Leviathan begins with its crew of underwater miners exhausted and eager to return home at the end of a very long mission. Two of the team members explore a mysterious sunken Russian vessel and bring back some souvenirs from their adventure, most notably a bottle of vodka and a mysterious liquid in a flask. Coarse, sexual harassment-minded Sixpack (Stern) is the first to get sick and die, and as the corpses begin to mutate in creepy and horrifying fashion, the vessel’s laconic leader, Steven Beck (Weller), and its dry-witted doctor, Glen Thompson (Crenna), begin to suspect that something is terribly wrong and that their bosses at Tri-Oceanic just might not have their best interests at heart.
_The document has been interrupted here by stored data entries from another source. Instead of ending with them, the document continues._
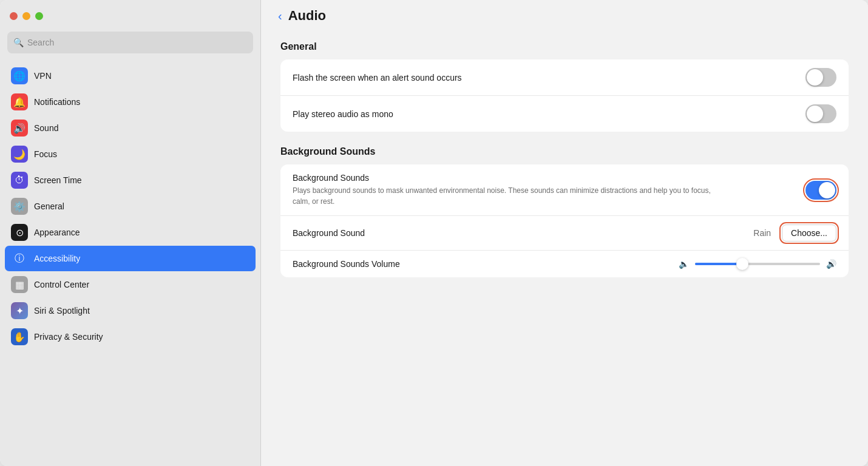 The height and width of the screenshot is (466, 868). I want to click on volume-low-icon: 🔈, so click(683, 264).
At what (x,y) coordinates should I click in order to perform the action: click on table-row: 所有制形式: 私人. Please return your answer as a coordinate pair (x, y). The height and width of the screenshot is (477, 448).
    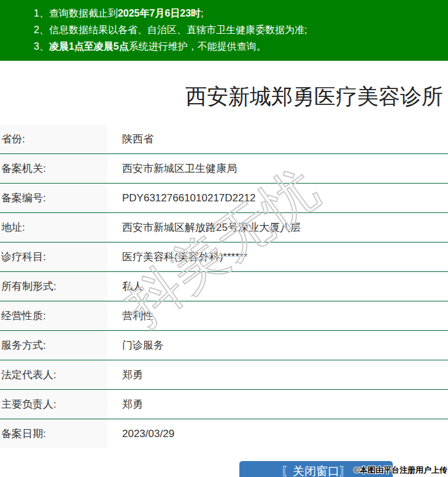
    Looking at the image, I should click on (224, 287).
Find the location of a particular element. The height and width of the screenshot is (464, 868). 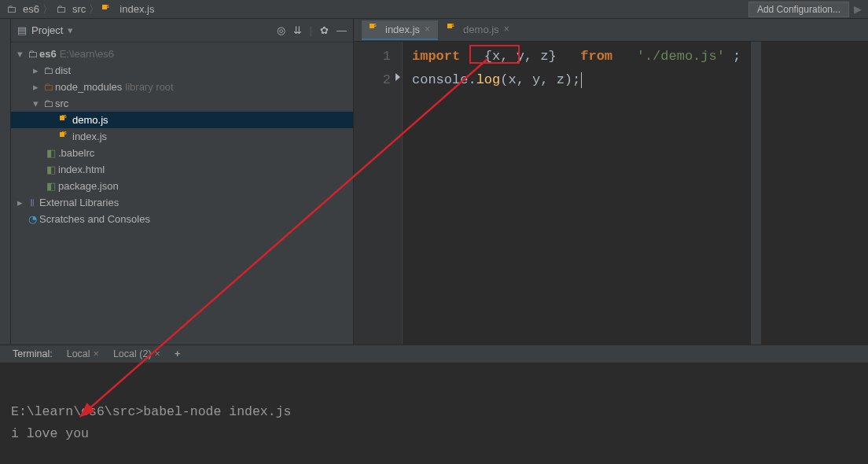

The first sign? Beck’s superior is played by cat-eyed character actress Meg Foster, who specialized in playing everything from heartless villains to people who turned out not to be the heartless villains their appearance strongly suggested.
Leviathan looks a lot better from the standpoint of 2014 than it did as one of a swarm of underwater creature features that popped up in the wake of The Abyss. Today Leviathan looks less like an underachieving A-movie with a bunch of talented craftsmen working well below their level than a slightly overachieving B-movie that borrows shamelessly but effectively from a smorgasbord of science-fiction and horror classics involving creepily phallic, drooling, oozing monsters with tentacles and razor-sharp teeth and disagreeable personalities. Cinematographer Alex Thomson, who was nominated for an Oscar for his work on Excalibur, helps give the film a rusted-out, industrial look that adds to the claustrophobia of being underwater with no feasible means of escape. And the gallery of character actors do a fine job of providing a sense of a shared history among the characters, although as Beck’s love interest and Final Girl, Amanda Pays is awfully generic.
In the supplements, the special-effects crew talk extensively about their frustrations with the film’s monster and how a tight shooting schedule, an insufficient budget, and a monomaniacal, demanding director caused them to cut corners and create a crazy hodgepodge of a monster with no real internal consistency, either visually or thematically. While less than perfect, there’s a homemade, artisanal quality to the monster effects that’s ingratiatingly gross, if also unfortunately poultry-like. Leviathan might have been received as a second-rate cash-in on a second-rate James Cameron movie, but for a half-forgotten also-ran, its slick genre machinery runs smoothly and satisfyingly.
Special Features
A surprisingly candid and entertaining feature on the film’s effects sheds light on Stan Winston’s working methods, the difficulty of creating good work under regrettable conditions, and the creature team’s dissatisfaction both with their own work and the film itself. It’s essential for anyone even vaguely interested in how creatures—and by extension creature features—get made and unmade. Interviews with Elizondo and Hudson are much less compelling.